Although I didn't see the original article, I am disturbed by London's High Court's ruling in favor of Keira Knightley's libel action against the Daily Mail. It seems that the paper ran a picture of the startlingly thin actress in a bikini and suggested that she was partly responsible for the death of a teenange girl, who had died from starvation. The Court apparently agreed with Knightley that the article implied the actress was lying when she denied having an eating disorder.
It is hard to disagree with the actress that she was deeply offended and hurt. The story of the girl's death was placed alongside the picture, and captioned with a quote, allegedly from the girl's mother: "If Pictures Like This One of Keira Knightley Carried a Health Warning, My Darling Daughter Might Have Lived."
But what disturbs me is the interposition of libel law. Granted, the paper did imply that the picture might have inspired the girl to starve, but what actual facts are in dispute? That Knightley was lying about having anorexia? That was the paper's opinion. Why should it be libelous to believe that someone is lying? Aside from the fact that the "quote" from the girl's mother is highly suspect, I don't see how a Court can punish a paper for its speculations, no matter how cruel.
I can see a libel action if the paper had printed a plain lie, such as, for instance, that there was a doctor who had actually diagnosed Knightley as anorexic, and had told her. But this wasn't the basis of her lawsuit. She wanted the paper legally punished for merely speculating about her honesty, and that this might have contributed to a girl's death. The speculation was baseless, cruel and stupid, but it did not misstate any known fact. That shouldn't be against the law.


→ Assignment: Could you copy every entry exactly, with nothing changed?

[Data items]

- - - - -

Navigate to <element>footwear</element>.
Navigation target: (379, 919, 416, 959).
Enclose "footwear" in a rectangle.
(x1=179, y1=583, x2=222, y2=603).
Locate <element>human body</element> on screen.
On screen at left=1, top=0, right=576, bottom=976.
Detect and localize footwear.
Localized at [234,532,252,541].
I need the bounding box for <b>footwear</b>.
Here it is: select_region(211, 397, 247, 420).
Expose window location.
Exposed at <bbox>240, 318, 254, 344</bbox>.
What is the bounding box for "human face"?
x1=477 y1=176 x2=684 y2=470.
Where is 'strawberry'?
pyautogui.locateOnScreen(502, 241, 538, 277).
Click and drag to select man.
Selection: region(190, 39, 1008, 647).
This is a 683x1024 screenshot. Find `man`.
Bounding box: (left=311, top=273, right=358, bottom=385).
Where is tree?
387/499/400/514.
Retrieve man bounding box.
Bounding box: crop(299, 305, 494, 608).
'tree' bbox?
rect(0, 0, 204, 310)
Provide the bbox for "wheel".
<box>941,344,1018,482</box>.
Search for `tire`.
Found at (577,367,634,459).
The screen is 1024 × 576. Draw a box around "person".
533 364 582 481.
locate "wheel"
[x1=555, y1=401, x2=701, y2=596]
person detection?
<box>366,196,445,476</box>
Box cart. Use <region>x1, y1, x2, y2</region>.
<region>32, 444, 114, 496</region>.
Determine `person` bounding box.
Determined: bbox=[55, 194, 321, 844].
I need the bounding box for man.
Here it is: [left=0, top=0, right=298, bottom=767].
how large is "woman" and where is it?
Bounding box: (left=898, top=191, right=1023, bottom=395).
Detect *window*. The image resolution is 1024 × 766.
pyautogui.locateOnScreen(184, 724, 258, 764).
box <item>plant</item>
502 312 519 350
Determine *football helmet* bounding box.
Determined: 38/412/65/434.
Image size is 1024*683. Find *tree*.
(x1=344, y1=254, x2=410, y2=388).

- - - - -

→ Solution below:
Navigate to <element>footwear</element>.
Navigation target: (379, 919, 416, 959).
Enclose "footwear" in a rectangle.
(x1=179, y1=583, x2=222, y2=603).
Locate <element>human body</element> on screen.
On screen at left=1, top=0, right=576, bottom=976.
Detect and localize footwear.
Localized at [234,532,252,541].
I need the bounding box for <b>footwear</b>.
Here it is: select_region(211, 397, 247, 420).
Expose window location.
Exposed at <bbox>240, 318, 254, 344</bbox>.
What is the bounding box for "human face"?
x1=477 y1=176 x2=684 y2=470.
Where is 'strawberry'?
pyautogui.locateOnScreen(502, 241, 538, 277).
Click and drag to select man.
Selection: region(190, 39, 1008, 647).
This is a 683x1024 screenshot. Find `man`.
Bounding box: (left=311, top=273, right=358, bottom=385).
Where is tree?
387/499/400/514.
Retrieve man bounding box.
Bounding box: crop(299, 305, 494, 608).
'tree' bbox?
rect(0, 0, 204, 310)
Provide the bbox for "wheel".
<box>941,344,1018,482</box>.
Search for `tire`.
Found at (577,367,634,459).
The screen is 1024 × 576. Draw a box around "person".
533 364 582 481.
locate "wheel"
[x1=555, y1=401, x2=701, y2=596]
person detection?
<box>366,196,445,476</box>
Box cart. Use <region>x1, y1, x2, y2</region>.
<region>32, 444, 114, 496</region>.
Determine `person` bounding box.
Determined: bbox=[55, 194, 321, 844].
I need the bounding box for man.
Here it is: [left=0, top=0, right=298, bottom=767].
how large is "woman" and where is it?
Bounding box: (left=898, top=191, right=1023, bottom=395).
Detect *window*. The image resolution is 1024 × 766.
pyautogui.locateOnScreen(184, 724, 258, 764).
box <item>plant</item>
502 312 519 350
Determine *football helmet* bounding box.
Determined: 38/412/65/434.
Image size is 1024*683. Find *tree*.
(x1=344, y1=254, x2=410, y2=388).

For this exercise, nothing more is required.